Mind you one of their schemes had some merit, they wanted to demolish Staines and build an entire glass city call Motopia.

Ultimate double glazing: Despite being completed in the late 1890s when the Prince of Wales literally opened Tower Bridge this much loved homage to Victorian twee gothic it wasn’t long before certain mid-century efforts to ‘improve it. W.F.C. Holden thought that the bridge would be greatly improved if it were encased in glass and steel. Unsurprisingly, not many people agreed.

London in Quotations: H. V. Morton

To us London is a hundred different places. It is never easy to know exactly what we mean when we use the word. Indeed, to the question ” What is London? ” there is no satisfactory answer, unless it be that it is the original little walled city that still exists.

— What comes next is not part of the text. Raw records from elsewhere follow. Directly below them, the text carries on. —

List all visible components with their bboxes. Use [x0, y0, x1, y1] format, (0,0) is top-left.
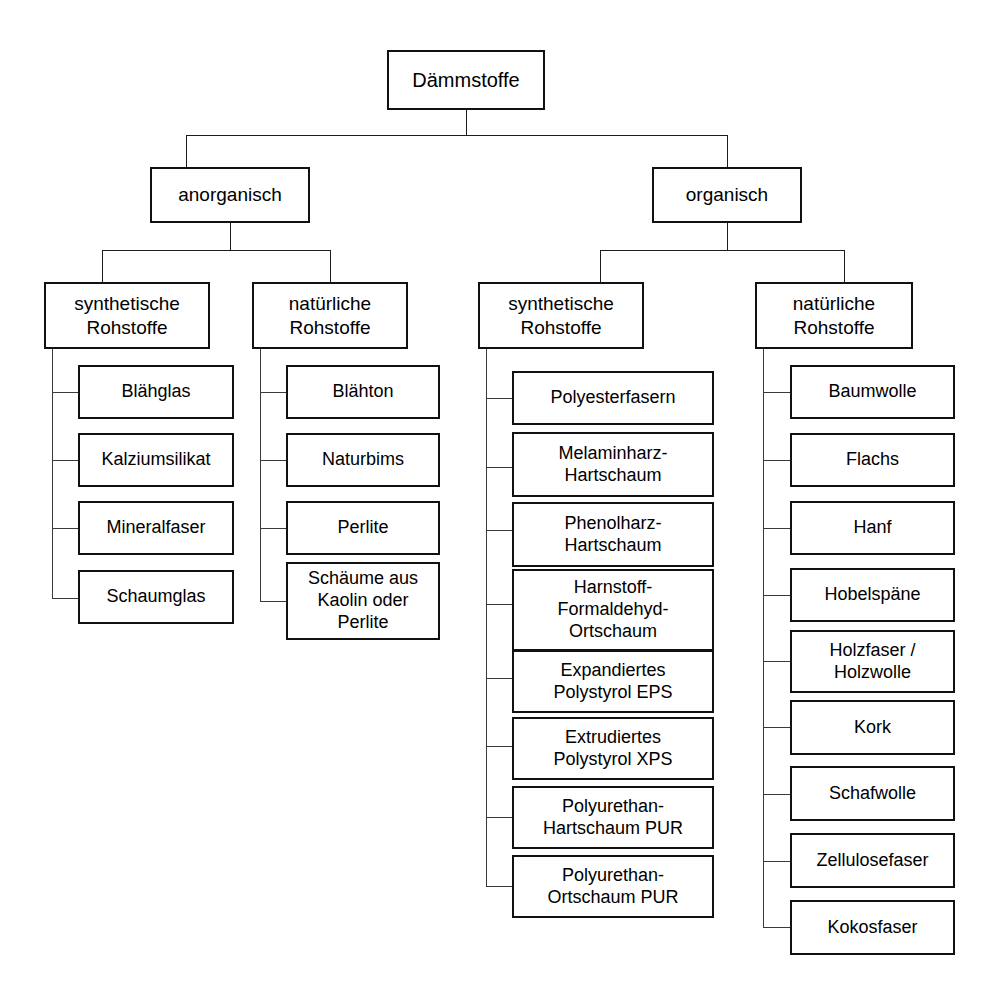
- node-label: Blähton: [328, 381, 397, 403]
- leaf-mineralfaser: Mineralfaser: [78, 501, 234, 555]
- node-label: Flachs: [842, 449, 903, 471]
- stub-org-nat-7: [763, 794, 790, 795]
- node-anorganisch-natuerliche-rohstoffe: natürliche Rohstoffe: [252, 282, 408, 349]
- node-label: Zellulosefaser: [812, 850, 932, 872]
- stub-org-synth-8: [486, 886, 512, 887]
- node-label: Holzfaser / Holzwolle: [825, 640, 919, 684]
- leaf-kokosfaser: Kokosfaser: [790, 900, 955, 955]
- leaf-kalziumsilikat: Kalziumsilikat: [78, 433, 234, 487]
- spine-anorg-nat: [260, 349, 261, 602]
- stub-org-nat-9: [763, 927, 790, 928]
- node-label: Harnstoff- Formaldehyd- Ortschaum: [553, 577, 672, 643]
- node-label: Kalziumsilikat: [97, 449, 214, 471]
- node-label: Kork: [850, 717, 895, 739]
- node-label: natürliche Rohstoffe: [285, 292, 375, 338]
- node-label: Perlite: [333, 517, 392, 539]
- leaf-expandiertes-polystyrol-eps: Expandiertes Polystyrol EPS: [512, 650, 714, 713]
- node-label: organisch: [682, 183, 772, 206]
- stub-anorg-synth-3: [52, 528, 78, 529]
- leaf-polyesterfasern: Polyesterfasern: [512, 371, 714, 425]
- connector-root-down: [466, 110, 467, 135]
- stub-org-nat-3: [763, 528, 790, 529]
- node-label: Polyesterfasern: [546, 387, 679, 409]
- node-anorganisch-synthetische-rohstoffe: synthetische Rohstoffe: [44, 282, 210, 349]
- connector-to-anorg-nat: [330, 250, 331, 282]
- node-label: anorganisch: [174, 183, 286, 206]
- leaf-kork: Kork: [790, 700, 955, 755]
- stub-org-synth-4: [486, 604, 512, 605]
- leaf-holzfaser-holzwolle: Holzfaser / Holzwolle: [790, 630, 955, 693]
- connector-anorganisch-down: [230, 223, 231, 250]
- connector-anorganisch-bus: [102, 250, 330, 251]
- node-label: Melaminharz- Hartschaum: [554, 443, 671, 487]
- spine-org-synth: [486, 349, 487, 887]
- node-label: Blähglas: [117, 381, 194, 403]
- stub-org-synth-5: [486, 678, 512, 679]
- connector-organisch-bus: [600, 250, 844, 251]
- connector-to-organisch: [727, 135, 728, 167]
- leaf-zellulosefaser: Zellulosefaser: [790, 833, 955, 888]
- node-label: Schäume aus Kaolin oder Perlite: [304, 568, 422, 634]
- stub-anorg-synth-1: [52, 392, 78, 393]
- leaf-perlite: Perlite: [286, 501, 440, 555]
- leaf-phenolharz-hartschaum: Phenolharz- Hartschaum: [512, 502, 714, 567]
- leaf-schaeume-aus-kaolin-oder-perlite: Schäume aus Kaolin oder Perlite: [286, 562, 440, 640]
- node-label: synthetische Rohstoffe: [70, 292, 184, 338]
- leaf-polyurethan-ortschaum-pur: Polyurethan- Ortschaum PUR: [512, 855, 714, 918]
- leaf-hanf: Hanf: [790, 501, 955, 555]
- stub-anorg-nat-1: [260, 392, 286, 393]
- connector-to-org-synth: [600, 250, 601, 282]
- leaf-blaehton: Blähton: [286, 365, 440, 419]
- stub-org-synth-7: [486, 817, 512, 818]
- node-label: Dämmstoffe: [408, 68, 523, 92]
- stub-org-nat-6: [763, 727, 790, 728]
- stub-org-nat-4: [763, 595, 790, 596]
- spine-anorg-synth: [52, 349, 53, 599]
- stub-org-synth-2: [486, 467, 512, 468]
- node-label: Naturbims: [318, 449, 408, 471]
- insulation-materials-tree-diagram: Dämmstoffe anorganisch organisch synthet…: [0, 0, 988, 991]
- leaf-melaminharz-hartschaum: Melaminharz- Hartschaum: [512, 432, 714, 497]
- stub-org-nat-2: [763, 460, 790, 461]
- leaf-harnstoff-formaldehyd-ortschaum: Harnstoff- Formaldehyd- Ortschaum: [512, 569, 714, 651]
- node-label: Kokosfaser: [823, 917, 921, 939]
- node-label: Phenolharz- Hartschaum: [560, 513, 665, 557]
- node-label: Hanf: [849, 517, 895, 539]
- leaf-flachs: Flachs: [790, 433, 955, 487]
- node-label: Polyurethan- Hartschaum PUR: [539, 796, 687, 840]
- node-organisch-natuerliche-rohstoffe: natürliche Rohstoffe: [755, 282, 913, 349]
- node-label: Schaumglas: [102, 586, 209, 608]
- stub-org-synth-1: [486, 398, 512, 399]
- stub-org-nat-1: [763, 392, 790, 393]
- node-anorganisch: anorganisch: [150, 167, 310, 223]
- node-label: synthetische Rohstoffe: [504, 292, 618, 338]
- leaf-schaumglas: Schaumglas: [78, 570, 234, 624]
- connector-root-bus: [186, 135, 727, 136]
- connector-organisch-down: [727, 223, 728, 250]
- leaf-polyurethan-hartschaum-pur: Polyurethan- Hartschaum PUR: [512, 786, 714, 849]
- node-label: Expandiertes Polystyrol EPS: [549, 660, 676, 704]
- stub-org-synth-3: [486, 530, 512, 531]
- connector-to-anorganisch: [186, 135, 187, 167]
- leaf-naturbims: Naturbims: [286, 433, 440, 487]
- leaf-extrudiertes-polystyrol-xps: Extrudiertes Polystyrol XPS: [512, 717, 714, 780]
- leaf-schafwolle: Schafwolle: [790, 766, 955, 821]
- node-label: Schafwolle: [825, 783, 920, 805]
- stub-anorg-synth-2: [52, 460, 78, 461]
- leaf-blaehglas: Blähglas: [78, 365, 234, 419]
- node-label: Mineralfaser: [102, 517, 209, 539]
- stub-org-synth-6: [486, 746, 512, 747]
- stub-org-nat-8: [763, 861, 790, 862]
- node-label: Baumwolle: [824, 381, 920, 403]
- spine-org-nat: [763, 349, 764, 927]
- node-label: Polyurethan- Ortschaum PUR: [543, 865, 682, 909]
- node-organisch-synthetische-rohstoffe: synthetische Rohstoffe: [478, 282, 644, 349]
- stub-anorg-nat-2: [260, 460, 286, 461]
- stub-anorg-synth-4: [52, 598, 78, 599]
- node-label: natürliche Rohstoffe: [789, 292, 879, 338]
- connector-to-org-nat: [844, 250, 845, 282]
- connector-to-anorg-synth: [102, 250, 103, 282]
- leaf-baumwolle: Baumwolle: [790, 365, 955, 419]
- node-label: Hobelspäne: [820, 584, 924, 606]
- stub-anorg-nat-4: [260, 601, 286, 602]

It contains St. Paul’s Cathedral, the Mansion House, the Guildhall, the Bank of England and London Bridge. Thousands of people work there in the day-time, but no one sleeps there at night but the Lord Mayor of London and a few hundred caretakers. Yet the physical boundaries of this ancient city are still visible. It is still possible to walk along the line of the Roman Wall that centuries ago limited the size of London to one square mile.